"I've always kept a sketchbook alive and always quietly done my thing,"Olsen says."I was shy and nervous about it,I guess. I knew that anything that I did would come under scrutiny which made me feel quite vulnerable and insecure. All those voices from childhood,saying,'Is she up to it?'and'Does she have the touch of her parents?'."
Olsen will debutPollinationon March 4 at her brother Tim's Sydney gallery,comprising 17 large scale works that take inspiration from the artist’s observations of nature,and its regenerative power.
"You know the beauty of getting older is that I don't mind what people think so much anymore,"she says from her office in Dinosaur Design's Redfern studios."There are people who are going to love it and there are people who are going to hate it,but I don't mind because I'm just drawn to painting,for no other reason than I love it. It's a passion and a life force."

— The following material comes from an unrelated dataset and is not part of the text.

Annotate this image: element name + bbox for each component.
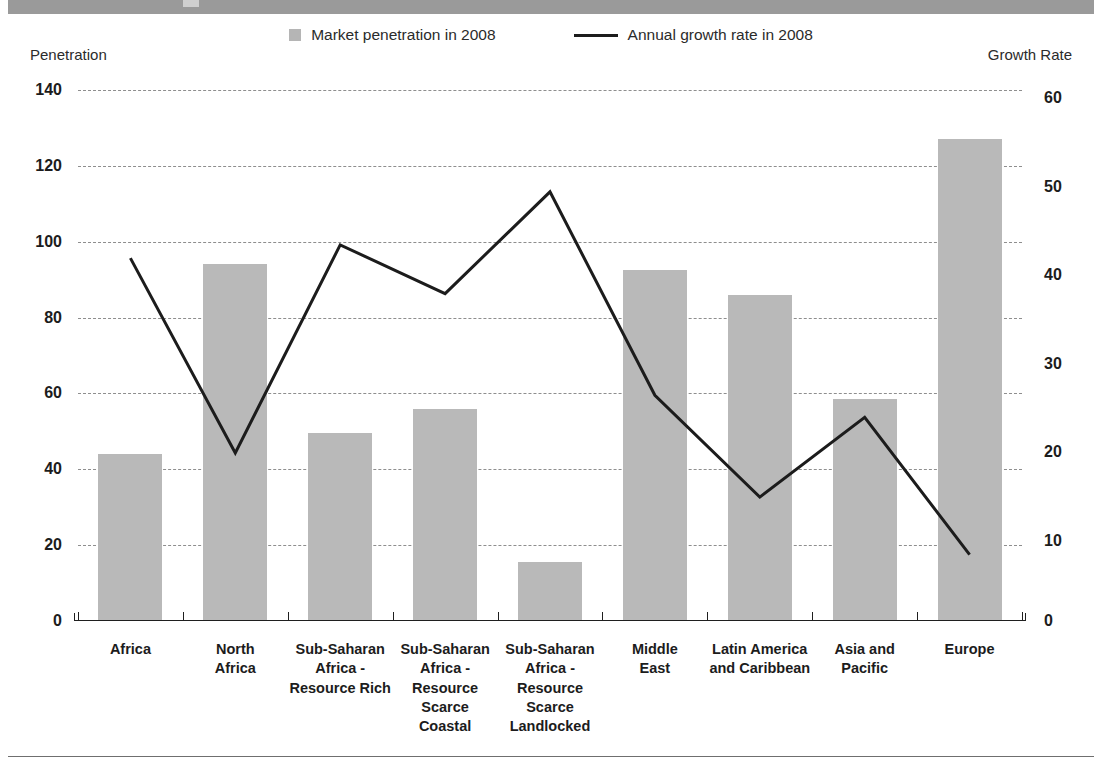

Olsen's softer,more delicate aesthetics contrast with her father's overarching interest in landscapes,Lake Eyre being a recurring subject,experimental mark-making and intense bursts of colour.
"I think I've got a certain sensibility from my mother,"Olsen says."My mother[Valerie] was a very delicate painter. She used to do incredible studies of nature's organisms and the insides of flowers in a very beautiful abstract way. She had a beautiful sensitive touch."